The 16-office law firm consolidator shut down by the Solicitors Regulation Authority (SRA) in August has been placed into liquidation owing creditors nearly £17m, it has emerged.
It also appears that Kingly was in the process of another acquisition at the time it closed.
Earlier this month, Stephen Hunt and Kevin Goldfarb of Griffins were appointed Kingly’s joint provisional liquidators on the application of the SRA.
They were also appointed to Kash1 Ltd, Kash2 Ltd, Berkeley Asset Finance Ltd and NM Group Ltd, all arising from the regulator’s decision to intervene in Kinglys.
It is highly unusual for the SRA to close down a firm of this size.
The intervention was based on the firm not complying with one or more of the terms of its alternative business structure licence, and because there was “reason to suspect dishonesty” by Nurul Miah as a manager of the firm.
Kingly Solicitors, which changed its name last year from RH Legal, traded under several different names around the country: Richard Herne & Co, Hancock Quins, Austin Ray, Ray Nixon Brown, Beesons, Coles, Hughmans, and Giffen Couch & Archer.
According to a statement of affairs filed at Companies House, Kingly had assets of £1.7m, including £1m listed as an interest in East London law firm Wiseman Lee.
“The joint liquidators are reviewing the information in relation to the purchase of Wiseman Lee LLP and will report on this in due course,” it said. Wiseman Lee is still open for business.
No figure was put on the value of the firm’s work in progress or book debts as the benefit of these vest in the SRA under the Solicitors Act 1974.
Some £1.3m of the assets will cover what is owed to floating charge holders, with a further £327,000 available to unsecured creditors.
They are owed just shy of £17m, £11m of which has been allowed for potential claims by the SRA in respect of possible compensation arising from client account breaches.
A further £3m is owed to “connected” creditors, mainly NM Group (of which Mr Miah is sole director), £457,000 to the Redundancy Payments Service, £400,000 to HM Revenue & Customs, and £1m to dozens of trade and expense creditors – including several other law firms.
There is also a £1m contingency in respect of the liabilities of Wiseman Lee “and if the sale is classed as completed the company could be liable for these sums”.
Your posting is incorrect. Kingly never traded as Beesons. Beesons was sold to Kingly and the office was merged into Austin Ray to become known as Austin Ray Beesons. Beesons was run by me as a sole proprietor. My firm ran for 20 years without any regulatory comment or criticism.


TASK INSTRUCTIONS:
Could you please retype all of the records exactly, skipping any pictures?

INPUT START

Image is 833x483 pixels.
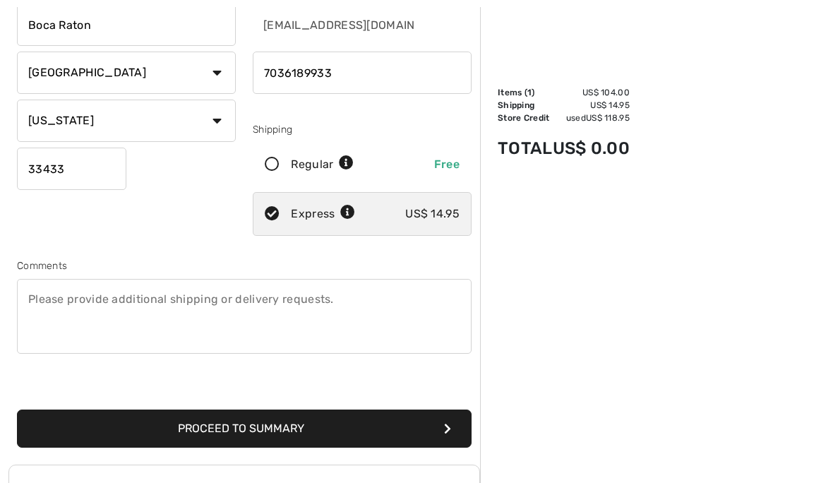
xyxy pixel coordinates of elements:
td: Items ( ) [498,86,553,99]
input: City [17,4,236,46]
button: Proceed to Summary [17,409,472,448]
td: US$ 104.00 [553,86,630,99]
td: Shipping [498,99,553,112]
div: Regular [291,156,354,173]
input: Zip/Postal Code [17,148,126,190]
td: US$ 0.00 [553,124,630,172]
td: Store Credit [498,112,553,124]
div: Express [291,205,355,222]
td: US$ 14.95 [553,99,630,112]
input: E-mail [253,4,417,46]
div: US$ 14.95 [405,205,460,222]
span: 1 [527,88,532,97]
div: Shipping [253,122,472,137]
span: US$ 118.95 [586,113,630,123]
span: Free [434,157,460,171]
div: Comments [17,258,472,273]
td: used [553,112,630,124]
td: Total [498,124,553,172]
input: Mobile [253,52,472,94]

INPUT END

EXERCISE RESPONSE:
Image is 833x483 pixels.
xyxy pixel coordinates of elements:
td: Items ( ) [498,86,553,99]
input: City [17,4,236,46]
button: Proceed to Summary [17,409,472,448]
td: US$ 104.00 [553,86,630,99]
td: Shipping [498,99,553,112]
div: Regular [291,156,354,173]
input: Zip/Postal Code [17,148,126,190]
td: US$ 0.00 [553,124,630,172]
td: Store Credit [498,112,553,124]
div: Express [291,205,355,222]
td: US$ 14.95 [553,99,630,112]
input: E-mail [253,4,417,46]
div: US$ 14.95 [405,205,460,222]
span: 1 [527,88,532,97]
div: Shipping [253,122,472,137]
span: US$ 118.95 [586,113,630,123]
span: Free [434,157,460,171]
div: Comments [17,258,472,273]
td: used [553,112,630,124]
td: Total [498,124,553,172]
input: Mobile [253,52,472,94]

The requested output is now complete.